Combi vs System Boiler: Which Is Right for Your Home?
Choosing a new boiler isn’t just about brand and budget — the type of boiler matters more, because the wrong type will leave you fighting weak hot water or paying for capacity you don’t need. The three main options are combi, system and conventional (heat-only) boilers, and the right one comes down to how many bathrooms you run, your incoming mains pressure and how your household actually uses hot water. Here’s how to choose.
How a combi boiler works
A combi (combination) boiler heats water instantly, on demand, straight from the mains — no storage tanks and no hot water cylinder. Turn on a hot tap and the boiler fires up and heats the water as it flows through. Because there’s nothing stored, you never run out of hot water, and combis are compact, efficient and free up the loft and airing cupboard space that older systems take up. They’re the most popular choice for the majority of UK homes.
How a system boiler works
A system boiler works alongside a dedicated hot water cylinder, usually a high-pressure unvented cylinder. The boiler heats water that’s stored in the cylinder ready for use, which means it can supply strong hot water to several outlets at once without the flow dropping. Most of the components are built into the boiler itself, so unlike older conventional systems there are no loft tanks needed. See boiler installation and heating upgrades for how we size and install these.
How a conventional (heat-only) system works
A conventional or "heat-only" system is the traditional setup: a boiler, a separate hot water cylinder, and cold-water feed and expansion tanks usually in the loft. It’s what many older homes still run. These systems work, but they take up significant space, the loft tanks are a leak and freeze risk, and a gravity-fed cylinder can give weaker pressure. Most conventional systems are now upgraded to a combi or a modern unvented system boiler when the boiler is replaced.
The deciding factor: bathrooms and simultaneous demand
The single biggest question is how many bathrooms you have and whether they get used at the same time. A combi is excellent for one or two bathrooms with one outlet running at a time — but its flow rate is shared, so two showers at once will drop the pressure. For homes with two or more bathrooms used simultaneously, a system boiler with a properly sized unvented cylinder is the better answer, because the stored hot water keeps the pressure strong across every outlet at once.
The other deciding factor: mains pressure and flow
Combi performance lives and dies on your incoming mains pressure and flow rate. A combi in a home with poor mains pressure will give a disappointing trickle of a shower no matter how good the boiler is. This is exactly why a proper survey measures your mains pressure and flow before recommending a boiler type — it’s the difference between a system that delights you and one that frustrates you every morning. If your mains can’t support a combi for your household, a stored-water system is the right call.
Space, efficiency and running costs
Combis win on space and are very efficient because they only heat what you use. System boilers need room for a cylinder but deliver better simultaneous performance. All modern ErP A-rated condensing boilers — combi or system — are far more efficient than the older units they replace, so the type matters more for hot water performance than for running cost. Pairing either with smart zoned controls and a properly balanced system squeezes out the best efficiency.
Common mistakes to avoid
The two most common mistakes are fitting a combi to a multi-bathroom home that needs stored hot water (leading to weak simultaneous flow), and oversizing a boiler "to be safe" (which actually reduces efficiency and can cause short-cycling). Both come from quoting a boiler without properly assessing the property first. The right size and type are an engineering decision based on your home’s actual demand, not a guess from the number of bedrooms.
How to decide
The honest answer is that only a survey measuring your mains pressure, flow rate, bathroom count and hot water habits can tell you which boiler type is genuinely right for your home. We give an unbiased recommendation based on those measurements rather than pushing whichever unit carries the best margin. Send a few details through the quote form and we’ll get a survey booked — and you’ll get a clear, itemised, fixed-price proposal for the right boiler for the way you actually live.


* What the task requires
Filter the lines below, keeping each one that holds "dimension".

Data entries
◇ ◇ ◇ ◇
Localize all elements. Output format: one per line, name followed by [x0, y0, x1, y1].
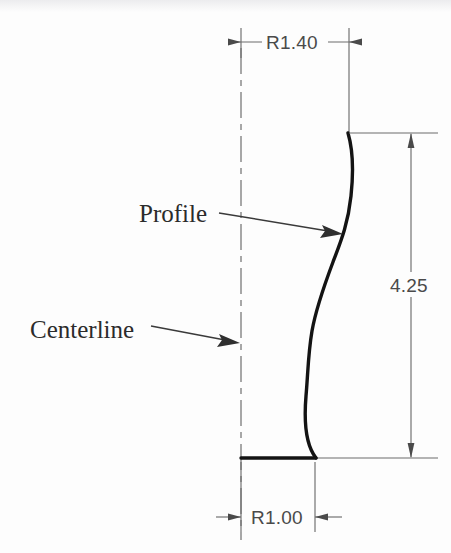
dimension-425: 4.25 — [318, 133, 438, 458]
dimension-r140: R1.40 — [228, 28, 362, 133]
r100-arrowhead-right — [315, 513, 328, 520]
profile-leader-line — [219, 213, 328, 231]
drawing-svg: R1.40 4.25 — [0, 0, 451, 553]
profile-leader-arrowhead — [320, 225, 343, 238]
r140-arrowhead-right — [349, 38, 362, 45]
annotation-centerline: Centerline — [30, 316, 240, 347]
r140-label: R1.40 — [266, 32, 318, 53]
centerline-leader-line — [151, 326, 225, 340]
dim425-arrowhead-bottom — [408, 443, 415, 458]
dimension-r100: R1.00 — [216, 462, 342, 532]
dim425-arrowhead-top — [408, 133, 415, 148]
centerline-leader-arrowhead — [217, 334, 240, 347]
profile-curve — [305, 133, 353, 458]
technical-drawing-canvas: R1.40 4.25 — [0, 0, 451, 553]
profile-label: Profile — [139, 200, 207, 227]
r140-arrowhead-left — [228, 38, 241, 45]
centerline-label: Centerline — [30, 316, 134, 343]
r100-arrowhead-left — [228, 513, 241, 520]
r100-label: R1.00 — [251, 507, 303, 528]
dim425-label: 4.25 — [390, 275, 428, 296]
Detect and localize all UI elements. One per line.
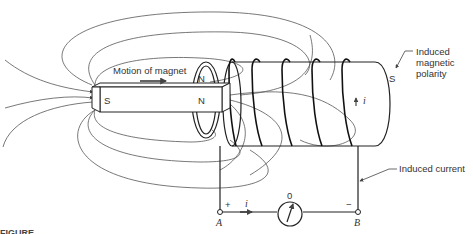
current-pointer-icon [360,169,397,181]
figure-caption: FIGURE [0,228,34,234]
diagram-canvas: N S N Motion of magnet S Induced magneti… [0,0,473,234]
induced-current-label: Induced current [399,163,465,174]
far-end-pole-label: S [389,73,395,84]
motion-label: Motion of magnet [113,65,187,76]
galvanometer: 0 [278,190,302,226]
coil-current-label: i [363,95,366,106]
terminal-a [218,210,223,215]
terminal-b-label: B [354,217,360,228]
polarity-label-2: magnetic [416,57,455,68]
galvanometer-zero: 0 [287,190,292,201]
polarity-label-3: polarity [416,68,447,79]
minus-sign: − [346,199,352,210]
circuit-current-label: i [245,198,248,209]
polarity-pointer-icon [396,51,413,68]
polarity-label-1: Induced [416,46,450,57]
bar-magnet: S N [92,83,230,112]
plus-sign: + [225,199,231,210]
ring-pole-label: N [198,73,205,84]
magnet-north-label: N [198,95,205,106]
terminal-b [356,210,361,215]
faraday-induction-diagram: N S N Motion of magnet S Induced magneti… [0,0,473,234]
terminal-a-label: A [215,217,223,228]
magnet-south-label: S [104,95,110,106]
◇ ◇ ◇ ◇
* Answer space
dimension-425: 4.25 — [318, 133, 438, 458]
dimension-r140: R1.40 — [228, 28, 362, 133]
dimension-r100: R1.00 — [216, 462, 342, 532]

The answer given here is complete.